I, for one, am sick and tired of non-Southerners making fun of folks down here via this dog. I guess it's the fault of the Beverly Hillbillies. Nine years of that dimwitted claptrap had everyone in America thinking that, not only was our low IQ the result of the Jerry Lee Lewis syndrome (too much affection for your cousin), but that the bloodhound was somehow as dumb as we are. That's an insult to a great line of dogs!

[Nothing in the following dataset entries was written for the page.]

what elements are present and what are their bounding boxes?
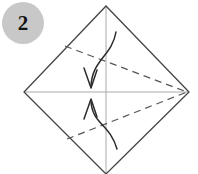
- center-guide-lines: [25, 6, 188, 174]
- step-number-label: 2: [18, 13, 29, 34]
- upper-crease-line: [65, 46, 187, 92]
- fold-arrows: [84, 32, 117, 149]
- lower-fold-arrow-icon: [84, 99, 117, 149]
- upper-fold-arrow-icon: [84, 32, 116, 88]
- origami-step-figure: 2: [0, 0, 198, 174]
- step-number-badge: 2: [2, 2, 44, 44]
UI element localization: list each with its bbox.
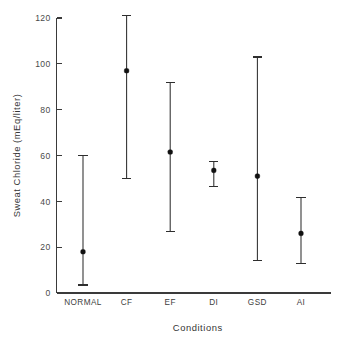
y-axis-tick-label: 20: [40, 242, 50, 252]
error-bar-normal: [78, 156, 87, 285]
x-axis-tick-label: DI: [209, 298, 218, 307]
y-axis-tick-label: 0: [45, 288, 50, 298]
data-point-marker: [299, 231, 304, 236]
error-bar-gsd: [253, 57, 262, 261]
y-axis-tick-label: 40: [40, 197, 50, 207]
error-bar-cf: [122, 16, 131, 179]
error-bar-di: [209, 161, 218, 186]
data-point-marker: [124, 68, 129, 73]
error-bar-ai: [296, 198, 305, 263]
data-point-marker: [168, 150, 173, 155]
y-axis-tick-label: 120: [35, 13, 50, 23]
data-point-marker: [255, 174, 260, 179]
y-axis-tick-label: 60: [40, 151, 50, 161]
error-bar-ef: [166, 82, 175, 231]
x-axis-tick-label: GSD: [248, 298, 267, 307]
y-axis-tick-label: 80: [40, 105, 50, 115]
chart-figure: 020406080100120Sweat Chloride (mEq/liter…: [0, 0, 343, 344]
y-axis-tick-label: 100: [35, 59, 50, 69]
data-point-marker: [212, 168, 217, 173]
y-axis-title: Sweat Chloride (mEq/liter): [11, 94, 22, 218]
x-axis-title: Conditions: [173, 322, 223, 333]
x-axis-tick-label: EF: [165, 298, 176, 307]
data-point-marker: [81, 249, 86, 254]
x-axis-tick-label: CF: [121, 298, 133, 307]
error-bar-plot: 020406080100120Sweat Chloride (mEq/liter…: [0, 0, 343, 344]
x-axis-tick-label: NORMAL: [64, 298, 102, 307]
x-axis-tick-label: AI: [297, 298, 306, 307]
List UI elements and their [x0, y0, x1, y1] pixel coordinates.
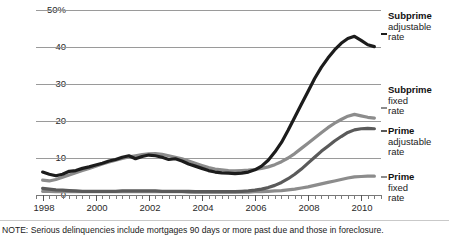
legend-subtitle-line2: rate — [388, 147, 449, 158]
legend-item-prime-adjustable-rate: Prime adjustable rate — [388, 126, 449, 158]
x-tick-minor — [288, 195, 289, 199]
x-axis-label-1998: 1998 — [24, 203, 64, 213]
x-axis-label-2000: 2000 — [77, 203, 117, 213]
chart-legend: Subprime adjustable rate Subprime fixed … — [388, 0, 449, 198]
x-tick-minor — [169, 195, 170, 199]
x-axis-label-2002: 2002 — [130, 203, 170, 213]
x-tick-minor — [189, 195, 190, 199]
x-tick-minor — [89, 195, 90, 199]
x-tick-minor — [268, 195, 269, 199]
x-tick-minor — [242, 195, 243, 199]
x-axis-label-2004: 2004 — [183, 203, 223, 213]
x-tick-major — [361, 195, 362, 201]
x-tick-minor — [341, 195, 342, 199]
x-tick-minor — [182, 195, 183, 199]
x-tick-major — [43, 195, 44, 201]
x-tick-major — [149, 195, 150, 201]
x-tick-minor — [109, 195, 110, 199]
x-tick-minor — [275, 195, 276, 199]
x-tick-minor — [195, 195, 196, 199]
x-tick-minor — [142, 195, 143, 199]
x-tick-minor — [328, 195, 329, 199]
legend-swatch-subprime-adjustable-rate — [381, 33, 387, 35]
x-tick-minor — [335, 195, 336, 199]
legend-title: Subprime — [388, 85, 449, 96]
series-layer — [36, 6, 381, 198]
x-tick-minor — [295, 195, 296, 199]
x-tick-minor — [348, 195, 349, 199]
x-tick-minor — [301, 195, 302, 199]
legend-title: Prime — [388, 172, 449, 183]
x-axis-label-2008: 2008 — [289, 203, 329, 213]
x-tick-major — [202, 195, 203, 201]
x-tick-minor — [248, 195, 249, 199]
x-tick-minor — [69, 195, 70, 199]
x-tick-minor — [155, 195, 156, 199]
x-tick-major — [96, 195, 97, 201]
x-axis-label-2006: 2006 — [236, 203, 276, 213]
legend-item-prime-fixed-rate: Prime fixed rate — [388, 172, 449, 204]
x-tick-minor — [102, 195, 103, 199]
legend-swatch-prime-adjustable-rate — [381, 130, 387, 132]
series-line-subprime-adjustable-rate — [43, 36, 375, 175]
x-tick-minor — [209, 195, 210, 199]
legend-subtitle-line2: rate — [388, 32, 449, 43]
chart-note: NOTE: Serious delinquencies include mort… — [2, 225, 448, 236]
x-tick-minor — [122, 195, 123, 199]
x-tick-minor — [129, 195, 130, 199]
series-line-prime-fixed-rate — [43, 176, 375, 192]
legend-item-subprime-adjustable-rate: Subprime adjustable rate — [388, 11, 449, 43]
x-tick-minor — [315, 195, 316, 199]
x-tick-minor — [368, 195, 369, 199]
legend-item-subprime-fixed-rate: Subprime fixed rate — [388, 85, 449, 117]
x-tick-minor — [136, 195, 137, 199]
legend-swatch-prime-fixed-rate — [381, 176, 387, 178]
x-tick-minor — [175, 195, 176, 199]
x-tick-minor — [63, 195, 64, 199]
x-tick-minor — [49, 195, 50, 199]
x-tick-minor — [162, 195, 163, 199]
x-tick-minor — [381, 195, 382, 199]
x-axis-ticks — [36, 195, 381, 201]
note-divider — [0, 220, 449, 221]
x-tick-minor — [82, 195, 83, 199]
legend-subtitle-line2: rate — [388, 106, 449, 117]
legend-swatch-subprime-fixed-rate — [381, 107, 387, 109]
x-tick-minor — [228, 195, 229, 199]
x-tick-minor — [36, 195, 37, 199]
x-tick-minor — [215, 195, 216, 199]
legend-title: Prime — [388, 126, 449, 137]
x-tick-minor — [235, 195, 236, 199]
x-tick-minor — [56, 195, 57, 199]
x-axis-label-2010: 2010 — [342, 203, 382, 213]
legend-subtitle-line2: rate — [388, 193, 449, 204]
x-tick-minor — [262, 195, 263, 199]
x-tick-minor — [281, 195, 282, 199]
x-tick-minor — [222, 195, 223, 199]
x-tick-minor — [354, 195, 355, 199]
x-tick-major — [308, 195, 309, 201]
x-tick-minor — [374, 195, 375, 199]
chart-figure: 50% 40 30 20 10 0 1998 2000 2002 2004 20… — [0, 0, 449, 240]
x-tick-minor — [116, 195, 117, 199]
legend-title: Subprime — [388, 11, 449, 22]
x-tick-minor — [76, 195, 77, 199]
x-tick-minor — [321, 195, 322, 199]
x-tick-major — [255, 195, 256, 201]
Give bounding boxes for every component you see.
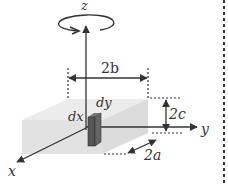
depth-label: 2a — [143, 147, 161, 163]
height-label: 2c — [168, 106, 186, 122]
dimension-2c: 2c — [150, 98, 186, 133]
dx-label: dx — [68, 109, 84, 124]
dimension-2b: 2b — [68, 60, 148, 99]
y-axis-label: y — [200, 121, 210, 137]
x-axis-label: x — [8, 163, 16, 179]
z-axis-label: z — [80, 0, 88, 13]
width-label: 2b — [101, 60, 119, 76]
dy-label: dy — [96, 95, 112, 110]
rotating-block-diagram: z 2b 2c y x 2a dx dy — [0, 0, 228, 185]
volume-element — [88, 113, 101, 146]
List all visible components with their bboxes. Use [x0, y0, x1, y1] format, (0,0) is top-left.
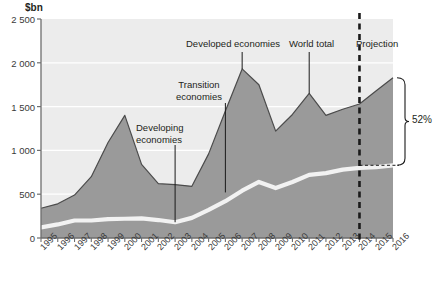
percent-bracket	[397, 78, 409, 166]
annotation-transition-line2: economies	[176, 91, 222, 103]
y-tick-label: 500	[1, 189, 35, 200]
annotation-world-total: World total	[289, 38, 334, 49]
annotation-developed-economies: Developed economies	[186, 38, 280, 49]
annotation-developing-line1: Developing	[136, 122, 184, 134]
y-tick-label: 2 500	[1, 14, 35, 25]
annotation-projection: Projection	[356, 38, 398, 49]
y-tick-label: 1 000	[1, 145, 35, 156]
y-tick-label: 2 000	[1, 57, 35, 68]
fdi-area-chart: $bn 2 5002 0001 5001 0005000 D	[0, 0, 445, 283]
annotation-transition-line1: Transition	[176, 79, 222, 91]
y-axis-tick-labels: 2 5002 0001 5001 0005000	[0, 0, 35, 283]
bracket-percent-label: 52%	[412, 114, 432, 125]
annotation-transition-economies: Transition economies	[176, 79, 222, 102]
annotation-developing-economies: Developing economies	[136, 122, 184, 145]
y-tick-label: 0	[1, 233, 35, 244]
annotation-developing-line2: economies	[136, 134, 184, 146]
y-tick-label: 1 500	[1, 101, 35, 112]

I know you Yankees like your dogs all tidy and portable, but that's no excuse to portray bloodhounds as an icon of Southern trashiness. From Beauregard Jr. on Hee Haw to Cynthia on Green Acres to Flash on The Dukes of Hazzard to LadyBird on King of the Hill, you can't have a Southern hick if he don't have his "smell hound" (as Cletus the Slack-Jawed yokel calls 'em on The Simpsons). More Hollywood bullshit. I've been living here all my life, and I've never known anyone who had a bloodhound. We raise dogs to hunt dinner, not people.

Blood"hound` (), n.

A breed of large and powerful dogs, with long, smooth, and pendulous ears, and remarkable for acuteness of smell. It is employed to recover game or prey which has escaped wounded from a hunter, and for tracking criminals. Formerly it was used for pursuing runaway slaves. Other varieties of dog are often used for the same purpose and go by the same name. The Cuban bloodhound is said to be a variety of the mastiff.

 

© Webster 1913.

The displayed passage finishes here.